A critical lesson from the COVID-19 pandemic is that we must invest in strengthening the health workforce to enable equitable pandemic prevention, preparedness, and response and deliver essential health services. The following are urgent actions that finance ministers, health ministers, other policymakers, and donors must undertake at all levels to prepare the workforce for the future and ensure universal health coverage.

  1. Allocate increased, dedicated funding for long-term health systems and health workforce strengthening. Donors should support low- and middle-income countries’ health system reforms to build and sustain their health workforce, including nurses, midwives, and community health workers (CHWs). National-level stakeholders, including ministries of health, ministries of finance, and the private sector should collaborate to expand fiscal space and align budgeting for the health workforce needed for universal health coverage.
  2. Train and employ new health workers and retain existing health workers to meet health needs. Provide fair and timely pay and career advancement opportunities. Ensure gender equitable preservice training, recruitment, and compensation. Provide supportive supervision, continuing in-service education, and supplies and commodities to enable health workers to deliver high-quality and responsive health services and improve population health outcomes. Define workforce standards with a gender lens and include responsibilities and tasks, educational guidelines, and minimum competency requirements.
  3. Ensure safe and decent work for all health workers, including women and community health workers. Provide health workers adequate protection, including personal protective equipment, and ensure adequate water, sanitation, and hygiene services. Address violence against health workers and foster policies and investments that improve their working conditions, including by preventing and addressing gender-based exploitation, abuse, and harassment. Ensure adequate infrastructure and access to health services for all health workers—including mental health care and vaccination—without financial hardship.
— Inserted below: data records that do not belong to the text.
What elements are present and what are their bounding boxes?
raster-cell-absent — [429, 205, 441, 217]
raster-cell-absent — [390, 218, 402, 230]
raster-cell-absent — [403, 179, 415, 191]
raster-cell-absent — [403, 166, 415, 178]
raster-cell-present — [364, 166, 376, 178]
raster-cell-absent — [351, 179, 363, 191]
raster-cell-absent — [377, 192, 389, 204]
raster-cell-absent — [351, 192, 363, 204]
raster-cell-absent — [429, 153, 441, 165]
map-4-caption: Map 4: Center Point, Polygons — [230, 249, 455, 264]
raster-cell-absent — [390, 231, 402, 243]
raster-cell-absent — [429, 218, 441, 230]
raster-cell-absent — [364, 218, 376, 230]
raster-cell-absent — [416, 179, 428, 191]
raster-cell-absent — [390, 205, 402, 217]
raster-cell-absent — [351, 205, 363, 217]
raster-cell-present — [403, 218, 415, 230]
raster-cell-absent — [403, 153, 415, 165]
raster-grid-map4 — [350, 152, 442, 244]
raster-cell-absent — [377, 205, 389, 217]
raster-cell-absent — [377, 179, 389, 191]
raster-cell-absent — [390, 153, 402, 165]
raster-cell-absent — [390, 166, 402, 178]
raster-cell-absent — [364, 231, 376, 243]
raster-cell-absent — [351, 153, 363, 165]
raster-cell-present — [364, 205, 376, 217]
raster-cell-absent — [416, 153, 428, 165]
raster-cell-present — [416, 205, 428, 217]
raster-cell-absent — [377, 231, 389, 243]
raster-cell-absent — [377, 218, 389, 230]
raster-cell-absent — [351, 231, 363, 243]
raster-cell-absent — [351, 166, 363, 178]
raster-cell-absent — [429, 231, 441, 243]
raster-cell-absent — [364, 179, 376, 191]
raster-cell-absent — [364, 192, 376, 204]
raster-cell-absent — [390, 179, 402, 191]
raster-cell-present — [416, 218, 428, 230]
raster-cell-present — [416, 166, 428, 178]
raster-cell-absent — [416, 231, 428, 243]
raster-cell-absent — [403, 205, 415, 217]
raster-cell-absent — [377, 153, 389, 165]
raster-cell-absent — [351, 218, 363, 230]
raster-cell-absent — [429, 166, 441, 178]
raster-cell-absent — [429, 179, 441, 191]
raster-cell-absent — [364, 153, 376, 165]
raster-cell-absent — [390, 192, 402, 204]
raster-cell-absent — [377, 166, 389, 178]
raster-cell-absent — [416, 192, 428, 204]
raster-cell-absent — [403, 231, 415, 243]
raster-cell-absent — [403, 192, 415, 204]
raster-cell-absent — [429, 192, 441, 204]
  4. Integrate community health workers into national health systems and pay them fairly. CHWs in particular are under-supported, even though they play a crucial role in pandemic response and providing quality care, and they could be tapped to do even more. Many CHWs are not paid or are underpaid, and most of them are women. Collect data on all health workers disaggregated by gender, age, type, location, and contract; track service delivery and health outcome information; and use data for better informed workforce planning. Services provided by community health workers, in particular, must be tracked separately to optimize resources and impact.
  5. Involve frontline health workers—including women, nurses, midwives, and community health workers—in health policymaking, including emergency response committees, budget planning, and donor consultations so that their needs and lived realities are considered. Ensure global health initiatives include frontline health workers in health policy planning bodies, such as in Global Fund Country Coordinating Mechanisms and ensure frontline health workers are included in key planning processes, such as the development of PEPFAR Country Operational Plans and proposals to the Pandemic Fund.